Tomorrow, the Portland City Council will vote on how to spend $128 million in CARES Funds, including $4.35 million in relief for the arts and culture sector.
Most of that money, along with funds allocated to for-profit venues as part of a separate business support relief program, would go toward local arts venues. No local music venues, however, are BIPOC-owned. So local nonprofit Friends of Noise began a petition today asking for $500,000 to start a fund to create one.
"In a scene largely driven by art created by BIPOC, there is virtually no representation in ownership by people of color," reads the petition. "As a result, this proposed payout serves as a bailout for an industry that had historically locked out BIPOC; and at a time when we have committed to centering around their needs."
Some of the $4.35 million that the City Council has allotted for the arts will go toward BIPOC artist grants that will be distributed by the Regional Arts & Culture Council, and the rest will go to the Metro-owned Portland's Centers for the Arts and local nonprofit venues.
"I was a bit chagrined that based upon their formula, $3.6 million, give or take, out of the $4 million would not be going to anybody who's POC," says Friends of Noise executive director André Middleton. "Because there are not any POC venue owners."
Related: Four Portland Music Community Leaders Speak on the Scene's Role During the Protests.
The petition arose at the last moment—it was created this morning, the day before the City Council is scheduled to vote on how to appropriate CARES Act funds. But it surpassed its initial goal of 100 signees in a few hours and has now upped its target to 200 supporters.
"This petition is asking our local commissioners on their own volition to add our language as an amendment to the current proclamation that they've already secured the votes for," says Middleton. "I'm asking in the next 24 hours for them to amend that proclamation and carve out half a million dollars specifically for the development of a BIPOC-owned and -operated venues."
The petition proposes that the $500,000 come from what's currently allotted for arts venues. The proposal's supporters include Jim Brunberg, who owns Mississippi Studios, Revolution Hall and Polaris Hall, and who founded the Independent Venue Coalition, which has lobbied for financial relief for such venues throughout the pandemic.
"It's something that I believe in wholeheartedly," Brunberg says, adding that although the organization has not yet released an official statement, "I think there's a consensus that it's supported by the IVC."
Founded in 2016, Friends of Noise has long pushed to open an all-ages music venue.
Most recently, the organization was approached about a building in Montavilla on Northeast 74th Avenue and Glisan Street that Metro purchased with the intention of creating mixed-income housing. Middleton says Metro agreed to let Friends of Noise use the building until the agency secured a developer.
"But then the pandemic hit," he says. "Everything is still up in the air."
Friends of Noise would place the $500,000 in escrow with plans to develop an all-ages music venue and community center with public and private funding.
"We were not going to get everything we needed out of this particular declaration," says Middleton. "But if we can put it aside and get some private partnership, I think they would be very intrigued to know that they we were able to get $500,000 of public money. That says a lot."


Make an exact copy of all the data, pictures excluded.

■ ■ ■ ■ ■

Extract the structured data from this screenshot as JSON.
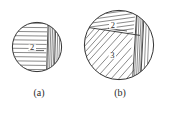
{
  "figure": {
    "title": "",
    "background_color": "#ffffff",
    "line_color": "#3a3a3a",
    "hatch_color": "#555555",
    "panels": [
      {
        "id": "a",
        "caption": "(a)",
        "shape": "circle",
        "center_x": 37,
        "center_y": 47,
        "radius": 25,
        "regions": [
          {
            "label": "2",
            "hatch": "horizontal",
            "label_x": 32,
            "label_y": 50
          },
          {
            "label": "",
            "hatch": "vertical-band",
            "label_x": 0,
            "label_y": 0
          }
        ]
      },
      {
        "id": "b",
        "caption": "(b)",
        "shape": "circle",
        "center_x": 119,
        "center_y": 45,
        "radius": 35,
        "regions": [
          {
            "label": "2",
            "hatch": "horizontal-tilted",
            "label_x": 113,
            "label_y": 28
          },
          {
            "label": "3",
            "hatch": "diagonal",
            "label_x": 112,
            "label_y": 58
          },
          {
            "label": "",
            "hatch": "vertical-band",
            "label_x": 0,
            "label_y": 0
          }
        ]
      }
    ]
  }
}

■ ■ ■ ■ ■

→ WORKED SOLUTION:
Extract the structured data from this screenshot as JSON.
{
  "figure": {
    "title": "",
    "background_color": "#ffffff",
    "line_color": "#3a3a3a",
    "hatch_color": "#555555",
    "panels": [
      {
        "id": "a",
        "caption": "(a)",
        "shape": "circle",
        "center_x": 37,
        "center_y": 47,
        "radius": 25,
        "regions": [
          {
            "label": "2",
            "hatch": "horizontal",
            "label_x": 32,
            "label_y": 50
          },
          {
            "label": "",
            "hatch": "vertical-band",
            "label_x": 0,
            "label_y": 0
          }
        ]
      },
      {
        "id": "b",
        "caption": "(b)",
        "shape": "circle",
        "center_x": 119,
        "center_y": 45,
        "radius": 35,
        "regions": [
          {
            "label": "2",
            "hatch": "horizontal-tilted",
            "label_x": 113,
            "label_y": 28
          },
          {
            "label": "3",
            "hatch": "diagonal",
            "label_x": 112,
            "label_y": 58
          },
          {
            "label": "",
            "hatch": "vertical-band",
            "label_x": 0,
            "label_y": 0
          }
        ]
      }
    ]
  }
}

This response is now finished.